The annual cycle of growth and rest is a fundamental adaptation for plants in temperate and boreal climates, allowing them to survive periods of environmental stress, such as winter cold or drought. This state of suspended development is known as dormancy, a highly regulated physiological process. It acts as a protective mechanism, ensuring that tender new growth does not emerge prematurely during a brief, false warm spell in the middle of winter. Plants must satisfy a series of internal and external requirements before they can safely resume active growth.
The Internal Requirement: Chilling Hours
Before a plant can respond to spring warmth, it must satisfy a deep, internal requirement called the chilling requirement. This phase is known as endodormancy or true dormancy, a state where the bud will not grow even if exposed to ideal conditions. This mechanism prevents premature bud break during unseasonably warm periods, protecting the plant from subsequent lethal frosts.
The chilling requirement is quantified by “chilling hours,” representing the cumulative time a plant’s buds are exposed to temperatures typically between 32°F and 45°F (0°C and 7°C). Temperatures outside this range are generally ineffective or can negate the chilling effect. The accumulation of these hours works like a physiological clock, resetting the plant’s internal growth inhibitors.
Meeting this requirement results in the breakdown of growth-inhibiting hormones, such as abscisic acid (ABA), which maintain deep dormancy. Once enough species-specific chilling hours have been logged, the plant’s physiological clock is reset. The plant then transitions out of endodormancy and becomes competent to grow, moving into the second phase, ecodormancy.
The External Signal: Day Length and Temperature
Upon exiting endodormancy, the plant enters ecodormancy, where growth is externally controlled by environmental factors. The plant waits for reliable external signals to ensure the growing season has truly arrived. These two primary signals are increasing day length, known as photoperiod, and sustained rising temperatures.
Photoperiod is the most reliable seasonal indicator because daylight length is constant year after year, regardless of temperature fluctuations. Plants use photoreceptors to measure light duration, confirming the days are long enough to support a full growing season. This signal prevents the plant from being fooled by a mid-winter heat wave.
Sustained temperature is the final, direct trigger that initiates the shift out of ecodormancy. This cue is tracked by scientists using “growing degree days,” which accumulate heat above a certain base temperature. Once the photoperiod is long enough and temperatures are consistently warm, the plant commits to awakening.
The Biological Process of Awakening
Once the chilling requirement is met and external signals confirm spring, the plant initiates metabolic changes marked by a shift in hormonal balance. Inhibitory hormones like ABA decrease, while growth-promoting hormones, particularly gibberellins (GAs), increase.
This hormonal shift activates dormant enzymes, resulting in a surge of metabolic activity. Stored starches accumulated in the roots and stems are broken down into simple sugars. These sugars dissolve into the vascular system, leading to sap flow.

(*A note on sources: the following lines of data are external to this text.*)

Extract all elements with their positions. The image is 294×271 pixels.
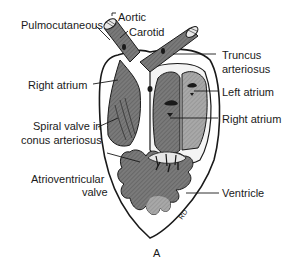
frog-heart-diagram: RD Pulmocutaneous Aortic Caroti	[0, 0, 294, 271]
label-right-atrium-right: Right atrium	[222, 113, 281, 125]
label-ventricle: Ventricle	[222, 187, 264, 199]
label-carotid: Carotid	[129, 26, 164, 38]
label-truncus-line2: arteriosus	[222, 63, 270, 75]
label-spiral-line2: conus arteriosus	[21, 134, 102, 146]
label-aortic: Aortic	[118, 11, 146, 23]
label-right-atrium-left: Right atrium	[28, 79, 87, 91]
label-av-line2: valve	[82, 186, 108, 198]
label-spiral-line1: Spiral valve in	[33, 120, 101, 132]
label-left-atrium: Left atrium	[222, 86, 274, 98]
right-atrium-shape	[153, 72, 180, 155]
label-pulmocutaneous: Pulmocutaneous	[21, 19, 103, 31]
panel-label: A	[153, 247, 160, 259]
label-truncus-line1: Truncus	[222, 49, 261, 61]
label-av-line1: Atrioventricular	[31, 173, 104, 185]
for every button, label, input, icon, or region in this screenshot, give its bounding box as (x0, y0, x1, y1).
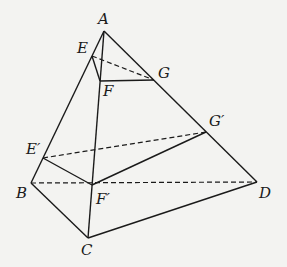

The mobilized sugars and nutrients are transported to the buds, which begin to swell in a process called bud break. The emergence of new leaves or flowers signifies the full exit from dormancy and the resumption of the annual growth cycle. This commitment to growth is irreversible.
Factors Influencing Timing Variation
The precise timing of dormancy exit depends on genetic, geographical, and local environmental factors. Different species and cultivars have widely varying chilling requirements. For instance, some peach varieties may need only 400 chilling hours, while some apples require 1,500 hours to break dormancy.
Geographical location plays a role, as latitude influences both chilling hour accumulation and photoperiod sensitivity. Plants adapted to northern latitudes often have high chilling requirements to prevent premature growth during long, cold winters. Microclimates, such as urban heat islands or sun exposure on a south-facing slope, also locally affect the rate of temperature accumulation and bud break timing.
The reliability of these cues is challenged by climate change, which introduces uncertainty into the environmental signals. Warmer winters can result in insufficient chilling accumulation, leading to delayed, erratic, or reduced flowering. Conversely, if the chilling requirement is met early, an unseasonably warm February can trigger premature bud break, leaving vulnerable new growth susceptible to late spring frosts.